When I'm performing for the people, I am me, then. I am that little girl who, when she was five years old, used to sing at church. Or I'm that 15-year-old young lady who wanted to be grown and wanted to sing and couldn't wait to be smokin' a cigarette, you know?
People always say 'Etta, you know what your problem is? You're neither fish nor fowl. There is no place to rack you.' When I would go in a record shop, you might find one or two records by me in different stacks.
Jazz took too much discipline. You have to come in at the right place, which is different than me singing the blues, where I can sing, 'Oh, baby,' if there's a pause in the melody. With jazz, you better leave that space open, or put in something real cool.
When I sing for myself, I probably sing for anyone who has any kind of hurt, any kind of bad feelings, good feelings, ups and downs, highs and lows, that kind of thing.
See, I don't like places where people can't dance - don't like clubs or theatres where a bunch of bourgeois people sit around tip, tip, tipping their fingers.
Long as I was riding in a big Cadillac and dressed nice and had plenty of food, that's all I cared about.
All the things I used to like - cookies, ice cream, gumbo - I don't like anymore.
A few years ago, I thought, I'll never make it. I started to go to the doctor to help me lose weight.
I sing the songs that people need to hear.
Johnny Guitar... just one of my favorite singers of all time. I met him when we were both on the road with Johnny Otis in the '50s when I was a teenager. We traveled the country in a car together. I would hear him sing every night.

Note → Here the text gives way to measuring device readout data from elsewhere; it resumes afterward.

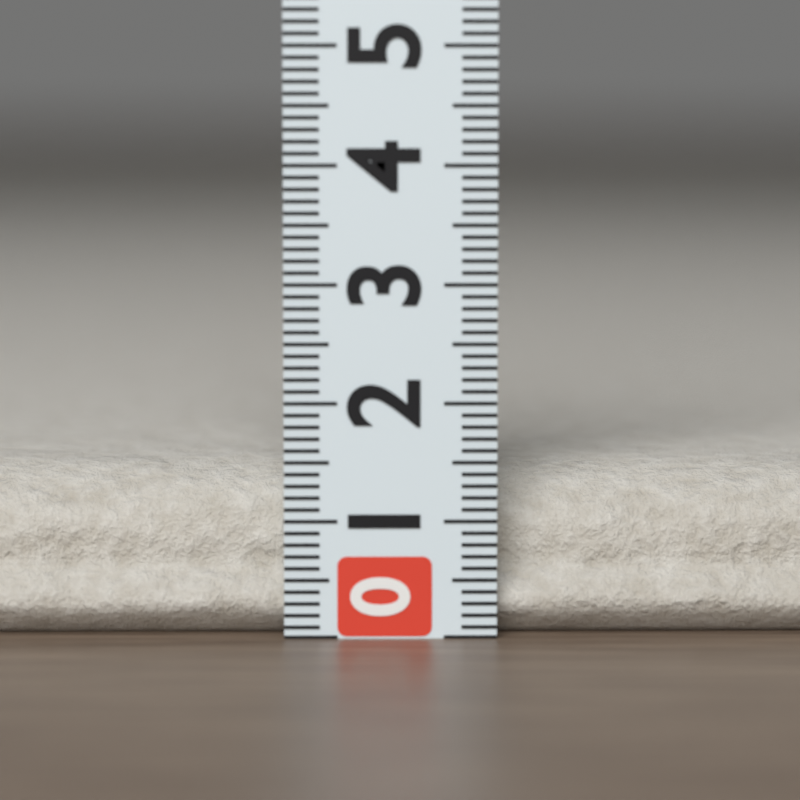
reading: 1.4 (no unit)
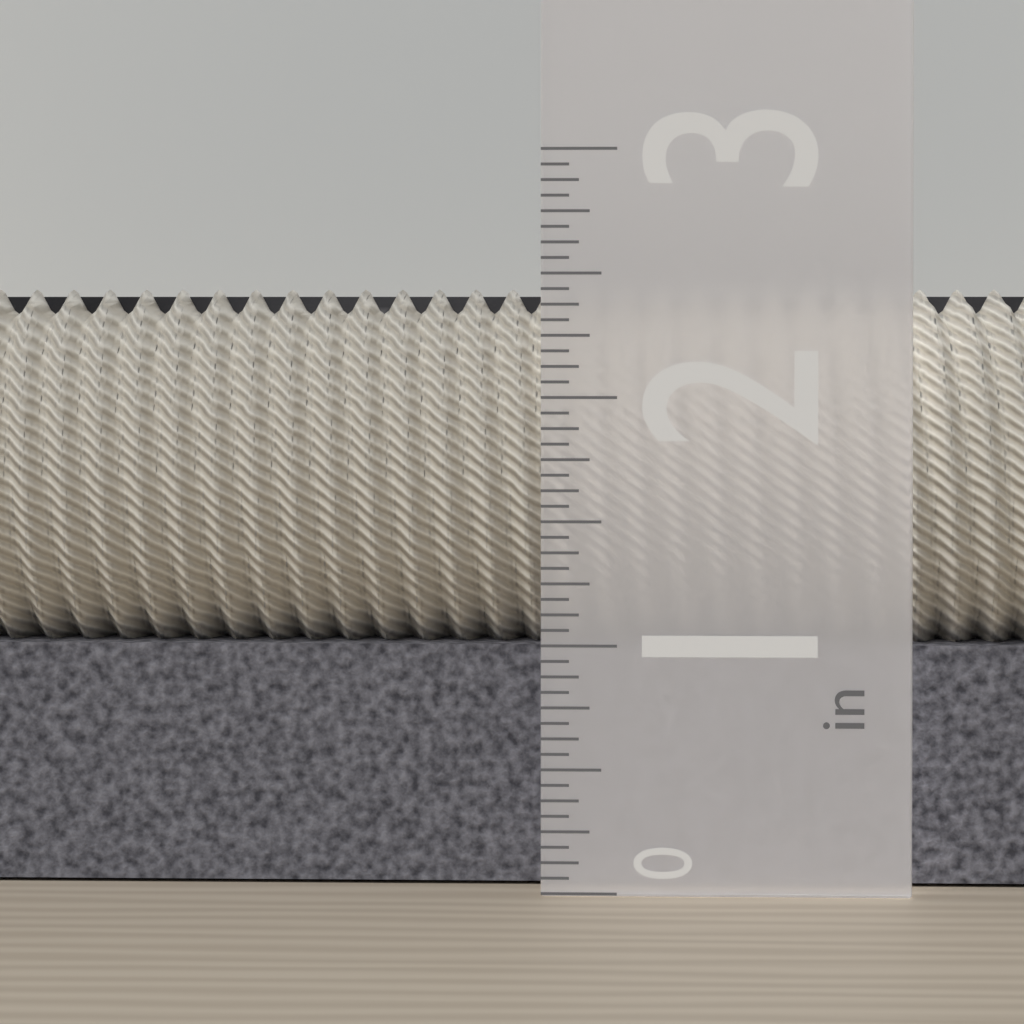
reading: 2.4375 in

My mother was a jazz fanatic and she wanted me to play the piano so I could play jazz tunes. I wish I had learned but I was too busy getting into trouble!

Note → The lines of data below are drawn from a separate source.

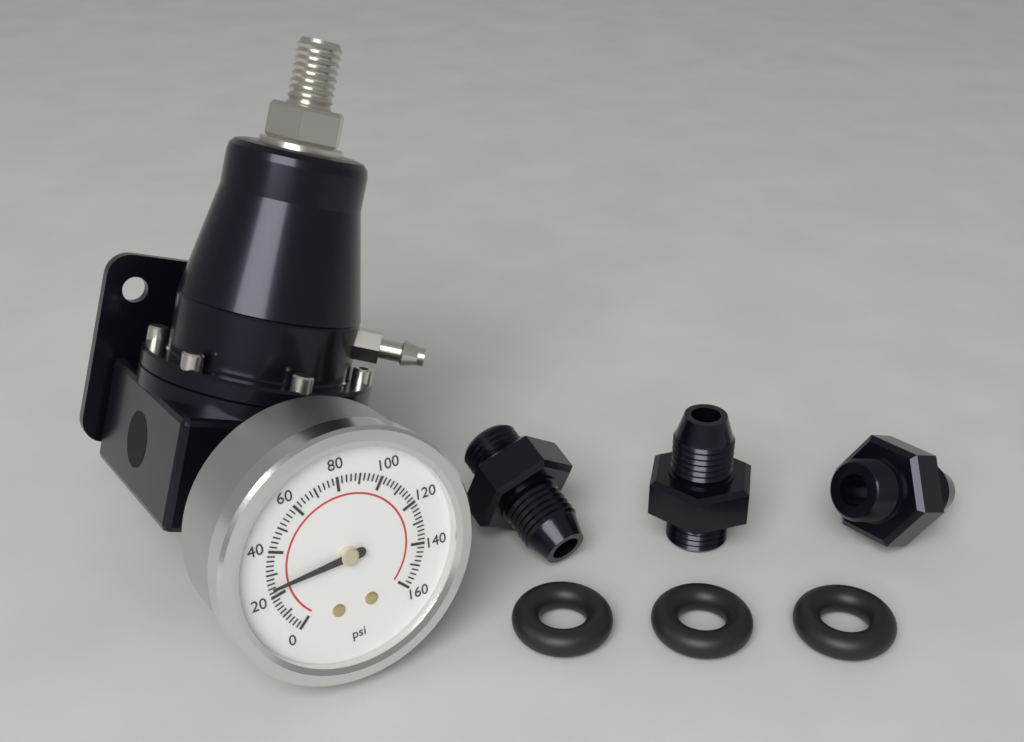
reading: 24 psi
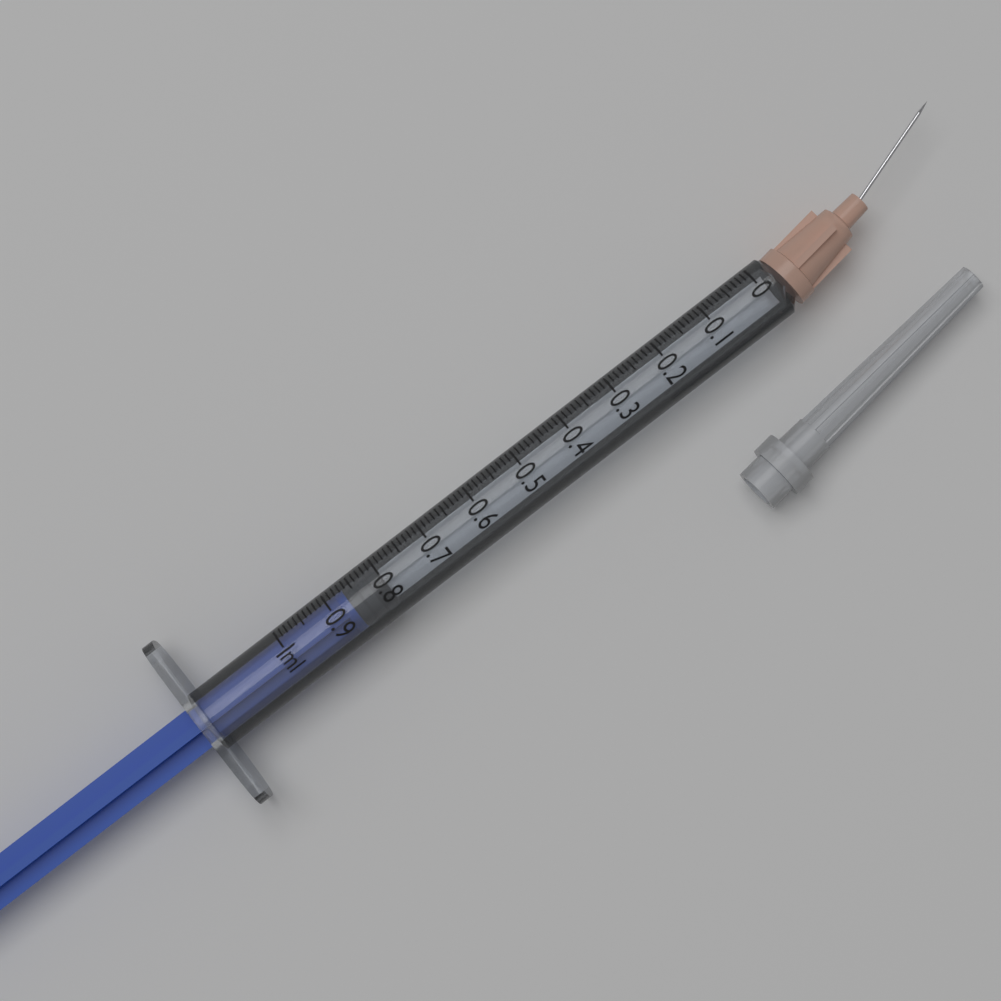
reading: 0.80 ml
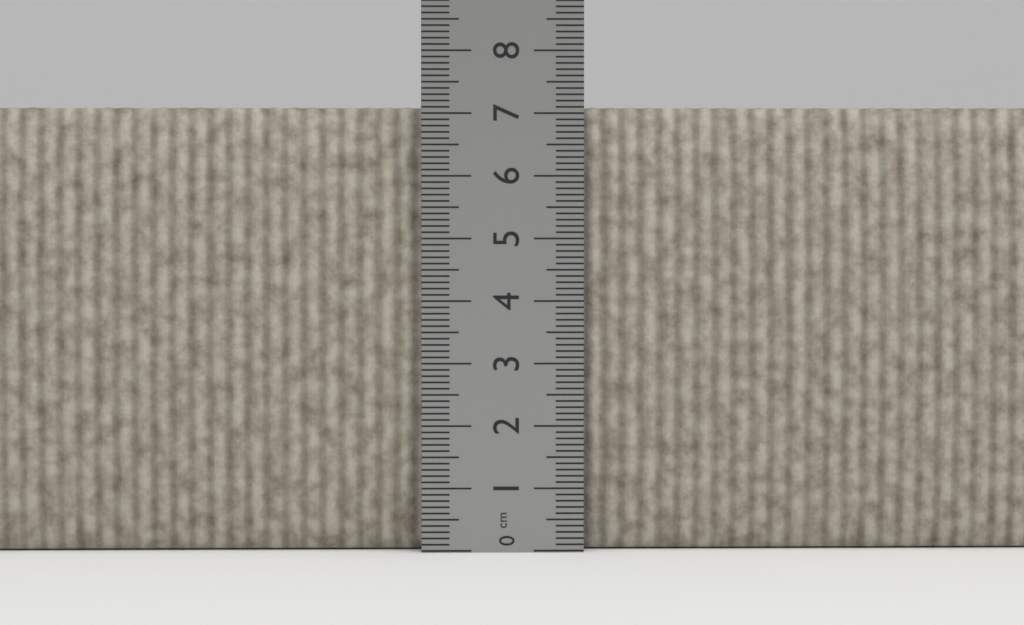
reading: 7.1 cm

And as I started reaching deeper I realized that most of the blues of that day was done by men. Women just didn't have the nerve.
I don't care who's playing. Even if it's my favorite artist, I'm probably not gonna go and see him.
I'm not a braggart, but when I was a little girl people used to come from all over Hollywood to hear me sing.
That's where it begins and ends for me and these songs were the ones that touched me the deepest. It was like I was laying hold of some part of me that I didn't even know was there until I let it out.
What happens is, when I perform, I'm somewhere else. I go back in time and get in touch with who I really am. I forget my troubles, my worries.
You can't fake this music. You might be a great singer or a great musician but, in the need, that's got nothing to do with it. It's how you connect to the songs and to the history behind them.
To me, country music is like the blues, but it's something very hip and - I don't want to say commercial - but it's very worldly and good listening.
My mother used to play nothing but Billie Holiday.
I was a sloppy kid, wanted to be just wild.
I'm not a bourgeois person, never will be.
Most of the songs I sing, they have that blue feeling to it. They have that sorry feeling. And I don't know what I'm sorry about.
Once you lose the weight, you're really anxious to eat healthy.
Bobby Womack is always very real, both with his music and as a person.
I talked to the record company about what I had in mind. They said they wanted something lush. I figured the best thing to do was let them hear what I had in mind.
My mother always told me, even if a song has been done a thousand times, you can still bring something of your own to it. I'd like to think I did that.
Now I can stand up on the stage again like I used to after five years of sitting down while I sang.
But even so, I still get nervous before I go onstage.
I like to shop, but I don't like to go out to dances.
It's the same thing now. When I go onstage the young people scream and holler as much as the older generation.
The only time that I am really truly happy - when I feel at my best - is when I'm on the stage.
When I look out at the people and they look at me and they're smiling, then I know that I'm loved. That is the time when I have no worries, no problems.